I recall an occasion . . . in July 1968 when an aircraft arrived from Laos.... I expressed an interest in the same type of Chinese medicine that this woman had received and already left with. One of the newer Customs officers opened up one of the packages and it was found to contain not medicine but thin strips of gold.... This incident was brought to the attention of the Director General but the Chief of Zone 2. . . . said that I was only guessing and that I could not accuse Mrs. Chin of any wrong doing. I bring this out to show that this woman is protected by every level in the GVN Customs Service." (183)

Although almost every functionary in the customs service receives payoffs from the smugglers, U.S. customs advisers believe that Chief Khoi's job is the most financially rewarding. While most division chiefs only receive payoffs from their immediate underlings, his enforcement powers enable him to receive kickbacks from every division of the customs service. Since even so minor an official as the chief collections officer at Tan Son Nhut cargo warehouse kicked back $22,000 a month to his superiors, Chief Khoi's income must have been enormous. (184)

In early 1971 U.S. customs advisers mounted a "strenuous effort" to have the deputy chief transferred, but Chief Khoi was extremely adept at protecting his associate. In March American officials in Vientiane learned that Rep. Pham Chi Thien would be boarding a flight for Saigon carrying four kilos of heroin and relayed the information to Saigon. When U.S. customs advisers asked the Fraud Repression Division to make the arrest (U.S. customs officials have no right to make arrests), Chief Khoi entrusted the seizure to his opium-smoking assistant. The "hero" was later decorated for this "accomplishment," and U.S. customs advisers, who were still trying to get him fired, or at least transferred, had to grit their teeth and attend a banquet in his honor. (185)

Frustrated by months of inaction by the U.S. mission and outright duplicity from the Vietnamese, members of the U.S. customs advisory team evidently decided to take their case to the American public. Copies of the unflattering customs advisory reports quoted above were leaked to the press and became the basis of an article that appeared on the front page of The New York Times on April 22, 1971, under the headline, "Saigon Airport a Smuggler's Paradise." (186)

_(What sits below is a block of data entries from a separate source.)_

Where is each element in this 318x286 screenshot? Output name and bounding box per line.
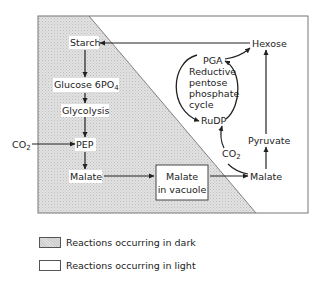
- node-cycle-line4: cycle: [189, 99, 214, 110]
- light-swatch: [39, 260, 61, 271]
- node-cycle-line2: pentose: [189, 77, 227, 88]
- arrow-malate-to-co2: [228, 164, 248, 174]
- node-hexose: Hexose: [252, 38, 287, 49]
- legend-label-dark: Reactions occurring in dark: [66, 237, 196, 248]
- node-pyruvate: Pyruvate: [248, 135, 290, 146]
- node-pep: PEP: [76, 139, 94, 150]
- node-cycle-line3: phosphate: [189, 88, 239, 99]
- node-malate-vacuole-line2: in vacuole: [158, 184, 207, 195]
- node-malate-right: Malate: [250, 171, 282, 182]
- dark-swatch: [39, 237, 61, 248]
- legend-item-dark: Reactions occurring in dark: [39, 237, 196, 248]
- node-pga: PGA: [203, 55, 223, 66]
- node-malate-vacuole-line1: Malate: [166, 171, 198, 182]
- legend-label-light: Reactions occurring in light: [66, 260, 196, 271]
- node-starch: Starch: [70, 37, 101, 48]
- arrow-co2-to-rudp: [221, 126, 224, 148]
- node-rudp: RuDP: [201, 115, 227, 126]
- node-co2-left: CO2: [12, 139, 31, 152]
- node-glycolysis: Glycolysis: [62, 105, 110, 116]
- node-co2-right: CO2: [222, 148, 241, 161]
- node-malate-left: Malate: [70, 171, 102, 182]
- arrow-pga-to-hexose: [225, 48, 250, 59]
- node-cycle-line1: Reductive: [189, 66, 236, 77]
- legend-item-light: Reactions occurring in light: [39, 260, 196, 271]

The American response was immediate. Washington dispatched more customs advisers for duty at Tan Son Nhut, and the U.S. Embassy finally demanded action from the Thieu regime. Initially, however, the Saigon government was cool to the Embassy's demands for a cleanup of the customs' Fraud Repression Division. It was not until the smuggling issue became a political football between the Khiem and Thieu factions that the Vietnamese showed any interest in dealing with the problem.